CPI holds at 3.0% but Iran shock has already changed the picture for DB pension schemes, with liabilities down £50bn
CPI holds at 3.0% but Iran shock has already changed the picture for DB pension schemes, with liabilities down £50bn
25 Mar 2026
Adam Gillespie, Partner at XPS Group, comments: “Today's CPI figure will grab the headlines, but for DB pension schemes far more significant market impacts have already happened. Since the Iran conflict began on 28 February, it is the UK bond market's reaction, not today's inflation number, that has driven the bigger shift in funding positions.
Renewed inflation risk is clearly bad news for individuals and government finances. But for most DB schemes the picture is more nuanced. XPS estimates that liabilities on a long-term funding basis have fallen by approximately 5% since 28 February, equivalent to around £50bn. Long-dated gilt yields, the primary driver of liability valuations, have risen sharply, with the 10-year gilt reaching almost 5% on 20 March, its highest level since 2008. Rising yields reduce the present value of liabilities more quickly than higher inflation expectations increase them, meaning that for most schemes, the net effect is a material reduction in liabilities.
How this translates into surplus depends on a scheme's exposure to risky assets, but many will have seen their position improve further. This sharpens an already live debate: as the Pension Schemes Bill progresses with surplus release regulations expected later this year, many trustees are considering how surplus can benefit members. For those trustees, one of the areas they often look at is how members benefits have been affected by increases in the cost of living.
These market moves have also created additional challenges for liability hedging strategies, compounding existing gilt market fragmentation. Two issues stand out: higher inflation can leave schemes inadvertently overhedged; and curve shape changes can have a significant second-order impact on hedge effectiveness. XPS's research shows that even for a modest £100m scheme, the difference between a highly robust and a less robust hedge can result in losses of around £600,000 per year - and significantly more in conditions like these. Trustees and sponsors should be reviewing whether their liability hedges remain at the right level and protected against further sharp moves in yields and inflation.”

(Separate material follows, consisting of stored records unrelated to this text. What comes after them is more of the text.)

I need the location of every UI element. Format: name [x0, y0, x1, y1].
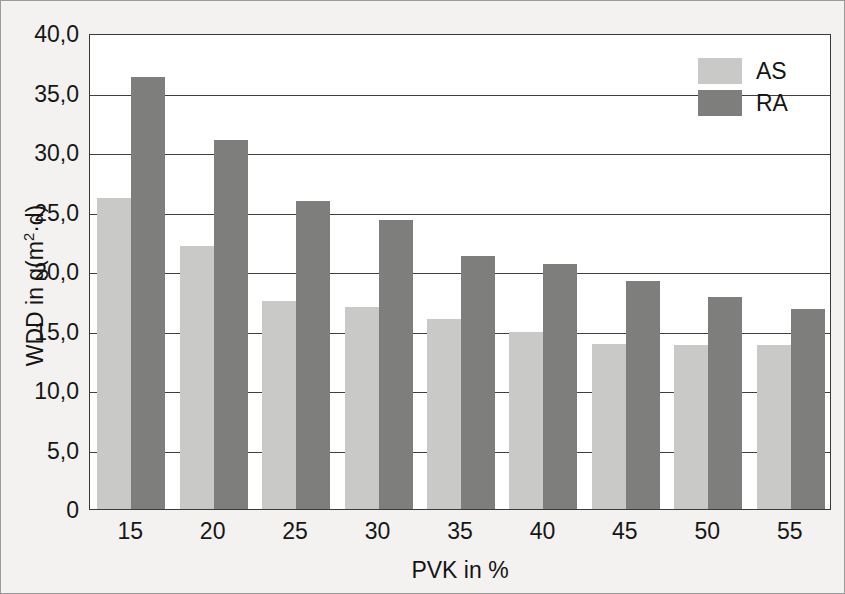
bar-ra-35: [461, 256, 495, 509]
x-axis-tick-label: 25: [255, 518, 335, 545]
bar-as-35: [427, 319, 461, 509]
bar-ra-15: [131, 77, 165, 509]
x-axis-tick-label: 20: [173, 518, 253, 545]
y-axis-title-exponent: 2: [21, 233, 37, 241]
bar-ra-55: [791, 309, 825, 509]
y-axis-title: WDD in g(m2·d): [22, 66, 49, 506]
y-axis-title-pre: WDD in g(m: [22, 241, 48, 366]
bar-ra-50: [708, 297, 742, 509]
x-axis-tick-label: 55: [750, 518, 830, 545]
x-axis-tick-label: 30: [338, 518, 418, 545]
legend-swatch-as: [698, 58, 742, 84]
legend-item-as: AS: [698, 56, 808, 86]
legend-label-as: AS: [756, 58, 787, 85]
y-axis-title-post: ·d): [22, 205, 48, 233]
bar-ra-25: [296, 201, 330, 509]
bar-as-30: [345, 307, 379, 509]
y-axis-tick-label: 40,0: [1, 21, 79, 48]
legend-item-ra: RA: [698, 88, 808, 118]
legend-label-ra: RA: [756, 90, 788, 117]
bar-as-50: [674, 345, 708, 509]
bar-as-20: [180, 246, 214, 509]
x-axis-title: PVK in %: [89, 557, 831, 584]
bar-as-25: [262, 301, 296, 509]
bar-ra-45: [626, 281, 660, 509]
bar-as-45: [592, 344, 626, 509]
gridline: [90, 154, 830, 155]
x-axis-tick-label: 45: [585, 518, 665, 545]
x-axis-tick-label: 35: [420, 518, 500, 545]
x-axis: 152025303540455055: [89, 518, 831, 552]
gridline: [90, 214, 830, 215]
bar-ra-40: [543, 264, 577, 509]
legend-swatch-ra: [698, 90, 742, 116]
legend: ASRA: [698, 56, 808, 120]
chart-figure: 05,010,015,020,025,030,035,040,0 WDD in …: [0, 0, 845, 594]
x-axis-tick-label: 15: [90, 518, 170, 545]
bar-ra-30: [379, 220, 413, 509]
x-axis-tick-label: 40: [502, 518, 582, 545]
x-axis-tick-label: 50: [667, 518, 747, 545]
bar-as-40: [509, 332, 543, 509]
bar-as-15: [97, 198, 131, 509]
bar-ra-20: [214, 140, 248, 509]
bar-as-55: [757, 345, 791, 509]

Mark Searle, Head of DC Investment at XPS Group, comments: “The prospect of higher future inflation is a blow for UK DC pension savers. Younger members have enjoyed strong global equity returns over the last three years, but a period of persistently higher inflation would make retirement targets harder to achieve without changes to contributions or investment strategy. For older savers already drawing an income, higher inflation means larger withdrawals are needed just to maintain purchasing power. Combined with the elevated market volatility we’re seeing, this significantly increases the risk of running down drawdown pots too quickly and brings into focus the risk DC retirees face with pound cost ravaging.”